With a hat tip to Will Ferrell, I propose a new word that is to "regulation" what "strategery" is to "strategy": "regularation."
Domestic financial regularation involves five federal agencies for which it is a primary purpose: the FDIC, Federal Reserve, Office of the Comptroller of the Currency, Office of Thrift Supervision and the National Credit Union Administration. (This doesn't even count some agencies who are more tangentially involved in the process, such as the IRS and FTC.) Global financial regularation involves an array of agencies that would need more coherence to earn the description of "hodgepodge."
Why worry about regularation? Because proposals from foxes on how to reorganize the henhouse are coming out right now, especially in the wake of the G-20, and it's time to think them through and knock some down.
I am alerted to this, once again, by columnist Alain Sherter of BNET, who is not only an experienced observer of the business community but is also, to remain a little vague about it, part of my mispukhah. I don't port in his columns every time he writes one, but I do when I think that they're of interest to people here. His latest column is of serious interest. (Give it a click!)
What got my immediate undivided attention was this, from Sherter:
If all this [mish-mosh of regularators] sounds like a recipe for agita, it is. And keep in mind this is only within the U.S. So when someone like Morgan Stanley’s John Mack comes along and proposes an “uber-regulator” to police all financial institutions everywhere, all one can do is try not to giggle (or suspect ulterior motives).
Indeed. Morgan Stanely's John Mack has proposed a pretty substantial revision to the world financial regulation system: essentially, a single global czar. One regularator to rule them all.
Now I don't know what to think of this proposal, although I have some immediate reflexive reactions. I don't like that it comes from John Fund as opposed to, say, Joe Stiglitz. But what's important from my perspective is not the specifics of the proposal -- it's that the financials are thinking seriously about regularatory reform, and they are clearly thinking big.
“I think the crisis is over,” Mack said in yesterday’s interview. “What I worry about is that we lose momentum with some of the regulatory changes that we need to go through.”
Uh-oh.
Sherter concludes with some of his own thoughts on the issue (links in the original article):
As finance envelops the earth, the shifting economic, political and legal plates have left regulatory chasms. U.S. officials want to bridge them by simplifying things, perhaps by forming a noble Round Table of regulators and a separate consumer protection agency. That’s a start. Yet they could do more.
Instead of merely combining the sieve-like OCC and OTS into a single banking and thrift supervisor, as has been proposed, it could consolidate all five agencies that oversee depository institutions. When everyone’s accountable, no one is. That might also ease the turf fights that hobble regulation. Another worthy cause would be to end the practice of financial institutions funding the very agencies charged with watching them, an invitation to “regulatory capture.” Most important, our political class should banish the thoroughly bebunked notion that markets can groom themselves.
That's worth thinking about. Whatever you conclude about the proposal, you should conclude this: change is in the air, and it is time to educate ourselves about regularation before others who claim to know it all impose their proposals on us.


**Problem to work on**
Set down each entry as it stands. Skip the pictures.

Figure collection entries:

# # # #

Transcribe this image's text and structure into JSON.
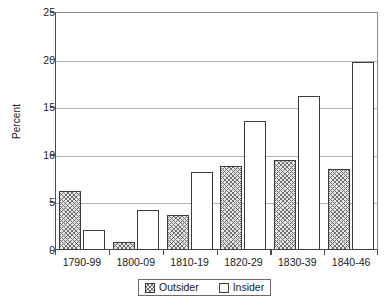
{
  "chart_data": {
    "type": "bar",
    "title": "",
    "subtitle": "",
    "xlabel": "",
    "ylabel": "Percent",
    "categories": [
      "1790-99",
      "1800-09",
      "1810-19",
      "1820-29",
      "1830-39",
      "1840-46"
    ],
    "series": [
      {
        "name": "Outsider",
        "values": [
          6.2,
          0.8,
          3.7,
          8.8,
          9.5,
          8.5
        ]
      },
      {
        "name": "Insider",
        "values": [
          2.1,
          4.2,
          8.2,
          13.6,
          16.2,
          19.7
        ]
      }
    ],
    "ylim": [
      0,
      25
    ],
    "yticks": [
      0,
      5,
      10,
      15,
      20,
      25
    ],
    "ytick_labels": [
      "0",
      "5",
      "10",
      "15",
      "20",
      "25"
    ],
    "grid": true,
    "grid_axis": "y",
    "legend_position": "bottom",
    "legend_entries": [
      {
        "label": "Outsider",
        "swatch": "hatched-swatch"
      },
      {
        "label": "Insider",
        "swatch": "open-swatch"
      }
    ],
    "colors": {
      "outsider_fill": "#e8e8e8",
      "outsider_hatch": "#6e6e6e",
      "insider_fill": "#ffffff",
      "bar_outline": "#3c3c3c",
      "axis": "#4d4d4d",
      "gridline": "#b0b0b0",
      "text": "#1a1a1a",
      "background": "#ffffff"
    }
  }
}
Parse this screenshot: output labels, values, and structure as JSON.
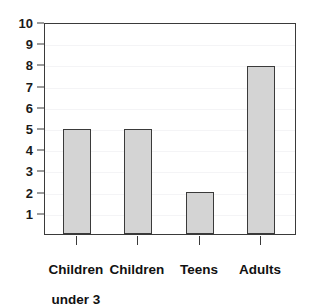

# # # #

**Reply to the exercise**
Transcribe this image's text and structure into JSON.
{
  "chart_data": {
    "type": "bar",
    "title": "",
    "subtitle": "",
    "xlabel": "",
    "ylabel": "Percent",
    "categories": [
      "1790-99",
      "1800-09",
      "1810-19",
      "1820-29",
      "1830-39",
      "1840-46"
    ],
    "series": [
      {
        "name": "Outsider",
        "values": [
          6.2,
          0.8,
          3.7,
          8.8,
          9.5,
          8.5
        ]
      },
      {
        "name": "Insider",
        "values": [
          2.1,
          4.2,
          8.2,
          13.6,
          16.2,
          19.7
        ]
      }
    ],
    "ylim": [
      0,
      25
    ],
    "yticks": [
      0,
      5,
      10,
      15,
      20,
      25
    ],
    "ytick_labels": [
      "0",
      "5",
      "10",
      "15",
      "20",
      "25"
    ],
    "grid": true,
    "grid_axis": "y",
    "legend_position": "bottom",
    "legend_entries": [
      {
        "label": "Outsider",
        "swatch": "hatched-swatch"
      },
      {
        "label": "Insider",
        "swatch": "open-swatch"
      }
    ],
    "colors": {
      "outsider_fill": "#e8e8e8",
      "outsider_hatch": "#6e6e6e",
      "insider_fill": "#ffffff",
      "bar_outline": "#3c3c3c",
      "axis": "#4d4d4d",
      "gridline": "#b0b0b0",
      "text": "#1a1a1a",
      "background": "#ffffff"
    }
  }
}
Parse this screenshot: output labels, values, and structure as JSON.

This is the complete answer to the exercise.